Wagging the Smog


By Brandon Keim


For the last six years, the Environmental Protection Agency has been doing battle with a formidable foe: itself. While one arm of the agency has pursued lawsuits against power companies that evade the Clean Air Act's pollution-cutting mandates, another has tried to change the mandates so that they no longer apply.

In the coming months, this strange battle will reach a climax. The Supreme Court will hear a case prompted by an EPA lawsuit against an allegedly rule-breaking power company; at the same time, the EPA will try to rewrite those very rules so that the power company isn't breaking them. If this sounds confusing, that's because it is — but the outcome will profoundly influence the state of our skies and health.

On November 1st, environmental groups Environmental Defense, the Sierra Club, and the North Carolina Public Interest Research Group, will ask the Supreme Court to overturn a lower-court decision on the definition of pollution increases. The EPA, though not named as a petitioner, will argue beside them. The case, Environmental Defense, et al. v. Duke Energy Corporation, grew out of the EPA's attempt to make Duke Energy, a North Carolina-based power company, clean up eight smog-belching, coal-fired power plants in the Carolinas.

At issue is a subsection of the Clean Air Act known as New Source Review. Under New Source Review, power plants constructed before the Act was passed in 1970 had to install pollution controls if they were upgraded, and all power plants — new and old alike — had to install controls if they emitted more pollution.

Under Ronald Reagan and George Bush, Sr., the EPA often failed to enforce New Source Review, allowing power companies who increased production to pollute more without cleaning up. According to an EPA-commissioned study, these plants are prime contributors to more than 24,000 deaths each year, not to mention hundreds of thousands of respiratory ailments, asthma cases, heart attacks and hospital visits.

Under President Clinton, the EPA opened investigations into more than 100 old coal-fired plants, among them Duke Energy's. However, though the Clinton-era lawsuits have continued under George W. Bush, the EPA — at the recommendation of Vice President Cheney's industry-led Energy Task Force — tried with the Clear Skies Initiative to eliminate New Source Review, and then to re-write it so the power plant upgrades wouldn't require new pollution controls.

"Companies are running old, really dirty power plants at tremendous profit, and they are defending that profit every way they can," said John Coequyt, a Greenpeace energy specialist.

Power companies like Duke have responded to New Source Review enforcement by arguing that pollution controls are too expensive, and asked that pollution be measured in hourly rates averaged from the course of a year, rather than in total volume. Environmentalists are critical.

"New Source Review applies when there is an increase in pollution. But what does 'increase' mean?" said Frank O'Donnell, president of Clean Air Watch. "Common sense says that if you increase the volume of pollution, that's an increase. People breathe pollution, not the hourly rate."

The utilities' arguments met with little courtroom success until last year, when the 4th Circuit Court sided with Duke Energy. But while the EPA will battle Duke in the Supreme Court in November, it's simultaneously trying to write Duke's position into law. On August 18th, the EPA formally proposed that New Source Review be modified to tabulate pollution using hourly averages, and to calculate increases against a baseline rate which assumed that plants operated around-the-clock on every day of the year.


Restate the listing below with no word altered.
*** Opening Record extracts ***
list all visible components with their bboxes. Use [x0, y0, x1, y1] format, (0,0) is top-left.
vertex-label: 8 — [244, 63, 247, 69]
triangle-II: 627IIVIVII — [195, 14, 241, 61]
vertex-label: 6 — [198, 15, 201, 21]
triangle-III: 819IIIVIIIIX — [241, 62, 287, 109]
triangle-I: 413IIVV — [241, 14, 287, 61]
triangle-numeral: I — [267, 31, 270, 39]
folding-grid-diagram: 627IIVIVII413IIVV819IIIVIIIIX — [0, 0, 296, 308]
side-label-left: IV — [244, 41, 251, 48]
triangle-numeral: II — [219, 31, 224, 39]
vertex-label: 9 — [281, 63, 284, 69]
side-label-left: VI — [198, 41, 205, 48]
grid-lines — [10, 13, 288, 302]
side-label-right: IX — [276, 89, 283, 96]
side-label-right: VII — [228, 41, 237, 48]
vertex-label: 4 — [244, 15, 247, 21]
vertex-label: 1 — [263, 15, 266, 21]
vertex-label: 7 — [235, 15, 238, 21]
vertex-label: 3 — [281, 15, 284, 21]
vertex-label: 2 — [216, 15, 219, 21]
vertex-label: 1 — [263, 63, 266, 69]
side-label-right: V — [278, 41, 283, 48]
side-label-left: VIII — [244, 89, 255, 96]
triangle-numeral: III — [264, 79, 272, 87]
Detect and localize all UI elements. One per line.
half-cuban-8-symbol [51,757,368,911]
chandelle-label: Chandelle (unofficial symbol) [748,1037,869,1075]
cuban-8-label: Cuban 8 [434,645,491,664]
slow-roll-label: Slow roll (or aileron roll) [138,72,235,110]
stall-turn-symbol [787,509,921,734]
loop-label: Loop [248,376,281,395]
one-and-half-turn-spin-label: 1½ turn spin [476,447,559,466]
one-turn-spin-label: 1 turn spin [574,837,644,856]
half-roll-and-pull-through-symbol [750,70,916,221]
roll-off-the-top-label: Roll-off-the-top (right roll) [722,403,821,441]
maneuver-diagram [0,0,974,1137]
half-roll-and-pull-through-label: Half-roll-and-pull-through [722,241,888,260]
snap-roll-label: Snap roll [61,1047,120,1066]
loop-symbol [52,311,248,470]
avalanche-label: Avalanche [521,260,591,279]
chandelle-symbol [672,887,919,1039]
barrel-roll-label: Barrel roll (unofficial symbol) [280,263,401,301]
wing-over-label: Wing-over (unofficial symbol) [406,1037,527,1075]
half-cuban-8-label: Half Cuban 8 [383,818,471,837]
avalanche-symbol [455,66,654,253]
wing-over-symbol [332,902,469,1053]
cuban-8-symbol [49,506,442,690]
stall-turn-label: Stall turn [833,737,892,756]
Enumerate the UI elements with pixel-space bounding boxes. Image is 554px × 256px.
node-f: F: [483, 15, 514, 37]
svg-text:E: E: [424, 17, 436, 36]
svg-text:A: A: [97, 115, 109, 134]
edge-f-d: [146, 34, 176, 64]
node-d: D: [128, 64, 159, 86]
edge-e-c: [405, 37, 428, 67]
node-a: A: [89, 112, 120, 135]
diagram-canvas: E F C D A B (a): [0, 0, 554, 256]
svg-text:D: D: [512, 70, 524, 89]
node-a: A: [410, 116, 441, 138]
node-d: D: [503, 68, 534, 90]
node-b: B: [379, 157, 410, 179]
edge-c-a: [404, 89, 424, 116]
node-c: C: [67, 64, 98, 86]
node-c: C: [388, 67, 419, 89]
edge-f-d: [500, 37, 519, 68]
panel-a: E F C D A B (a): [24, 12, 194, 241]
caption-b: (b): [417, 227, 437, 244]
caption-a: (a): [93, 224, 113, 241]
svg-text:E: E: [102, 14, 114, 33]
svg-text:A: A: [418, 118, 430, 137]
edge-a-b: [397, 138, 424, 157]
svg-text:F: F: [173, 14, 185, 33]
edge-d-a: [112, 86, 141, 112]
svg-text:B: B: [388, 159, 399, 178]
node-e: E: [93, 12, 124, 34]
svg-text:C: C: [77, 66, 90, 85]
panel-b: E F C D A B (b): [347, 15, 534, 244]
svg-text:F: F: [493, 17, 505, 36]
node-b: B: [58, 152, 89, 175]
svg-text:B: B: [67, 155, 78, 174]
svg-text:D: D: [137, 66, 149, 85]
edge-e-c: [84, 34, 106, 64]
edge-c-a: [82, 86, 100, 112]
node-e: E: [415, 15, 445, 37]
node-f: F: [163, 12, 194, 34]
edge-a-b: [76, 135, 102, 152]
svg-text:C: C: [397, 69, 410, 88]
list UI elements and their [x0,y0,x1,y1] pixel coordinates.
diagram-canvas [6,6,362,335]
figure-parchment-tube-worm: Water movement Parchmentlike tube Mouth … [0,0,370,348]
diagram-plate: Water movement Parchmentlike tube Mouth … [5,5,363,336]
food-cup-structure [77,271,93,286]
*** Closing Record extracts ***
> _Answer to the problem_
list all visible components with their bboxes. Use [x0, y0, x1, y1] format, (0,0) is top-left.
vertex-label: 8 — [244, 63, 247, 69]
triangle-II: 627IIVIVII — [195, 14, 241, 61]
vertex-label: 6 — [198, 15, 201, 21]
triangle-III: 819IIIVIIIIX — [241, 62, 287, 109]
triangle-I: 413IIVV — [241, 14, 287, 61]
triangle-numeral: I — [267, 31, 270, 39]
folding-grid-diagram: 627IIVIVII413IIVV819IIIVIIIIX — [0, 0, 296, 308]
side-label-left: IV — [244, 41, 251, 48]
triangle-numeral: II — [219, 31, 224, 39]
vertex-label: 9 — [281, 63, 284, 69]
side-label-left: VI — [198, 41, 205, 48]
grid-lines — [10, 13, 288, 302]
side-label-right: IX — [276, 89, 283, 96]
side-label-right: VII — [228, 41, 237, 48]
vertex-label: 4 — [244, 15, 247, 21]
vertex-label: 1 — [263, 15, 266, 21]
vertex-label: 7 — [235, 15, 238, 21]
vertex-label: 3 — [281, 15, 284, 21]
vertex-label: 2 — [216, 15, 219, 21]
vertex-label: 1 — [263, 63, 266, 69]
side-label-right: V — [278, 41, 283, 48]
side-label-left: VIII — [244, 89, 255, 96]
triangle-numeral: III — [264, 79, 272, 87]
Detect and localize all UI elements. One per line.
half-cuban-8-symbol [51,757,368,911]
chandelle-label: Chandelle (unofficial symbol) [748,1037,869,1075]
cuban-8-label: Cuban 8 [434,645,491,664]
slow-roll-label: Slow roll (or aileron roll) [138,72,235,110]
stall-turn-symbol [787,509,921,734]
loop-label: Loop [248,376,281,395]
one-and-half-turn-spin-label: 1½ turn spin [476,447,559,466]
one-turn-spin-label: 1 turn spin [574,837,644,856]
half-roll-and-pull-through-symbol [750,70,916,221]
roll-off-the-top-label: Roll-off-the-top (right roll) [722,403,821,441]
maneuver-diagram [0,0,974,1137]
half-roll-and-pull-through-label: Half-roll-and-pull-through [722,241,888,260]
snap-roll-label: Snap roll [61,1047,120,1066]
loop-symbol [52,311,248,470]
avalanche-label: Avalanche [521,260,591,279]
chandelle-symbol [672,887,919,1039]
barrel-roll-label: Barrel roll (unofficial symbol) [280,263,401,301]
wing-over-label: Wing-over (unofficial symbol) [406,1037,527,1075]
half-cuban-8-label: Half Cuban 8 [383,818,471,837]
avalanche-symbol [455,66,654,253]
wing-over-symbol [332,902,469,1053]
cuban-8-symbol [49,506,442,690]
stall-turn-label: Stall turn [833,737,892,756]
Enumerate the UI elements with pixel-space bounding boxes. Image is 554px × 256px.
node-f: F: [483, 15, 514, 37]
svg-text:E: E: [424, 17, 436, 36]
svg-text:A: A: [97, 115, 109, 134]
edge-f-d: [146, 34, 176, 64]
node-d: D: [128, 64, 159, 86]
edge-e-c: [405, 37, 428, 67]
node-a: A: [89, 112, 120, 135]
diagram-canvas: E F C D A B (a): [0, 0, 554, 256]
svg-text:D: D: [512, 70, 524, 89]
node-a: A: [410, 116, 441, 138]
node-d: D: [503, 68, 534, 90]
node-b: B: [379, 157, 410, 179]
edge-c-a: [404, 89, 424, 116]
node-c: C: [67, 64, 98, 86]
node-c: C: [388, 67, 419, 89]
edge-f-d: [500, 37, 519, 68]
panel-a: E F C D A B (a): [24, 12, 194, 241]
caption-b: (b): [417, 227, 437, 244]
caption-a: (a): [93, 224, 113, 241]
svg-text:E: E: [102, 14, 114, 33]
svg-text:A: A: [418, 118, 430, 137]
edge-a-b: [397, 138, 424, 157]
svg-text:F: F: [173, 14, 185, 33]
edge-d-a: [112, 86, 141, 112]
svg-text:B: B: [388, 159, 399, 178]
node-e: E: [93, 12, 124, 34]
svg-text:C: C: [77, 66, 90, 85]
panel-b: E F C D A B (b): [347, 15, 534, 244]
svg-text:F: F: [493, 17, 505, 36]
node-b: B: [58, 152, 89, 175]
svg-text:B: B: [67, 155, 78, 174]
svg-text:D: D: [137, 66, 149, 85]
edge-e-c: [84, 34, 106, 64]
edge-c-a: [82, 86, 100, 112]
node-e: E: [415, 15, 445, 37]
node-f: F: [163, 12, 194, 34]
edge-a-b: [76, 135, 102, 152]
svg-text:C: C: [397, 69, 410, 88]
list UI elements and their [x0,y0,x1,y1] pixel coordinates.
diagram-canvas [6,6,362,335]
figure-parchment-tube-worm: Water movement Parchmentlike tube Mouth … [0,0,370,348]
diagram-plate: Water movement Parchmentlike tube Mouth … [5,5,363,336]
food-cup-structure [77,271,93,286]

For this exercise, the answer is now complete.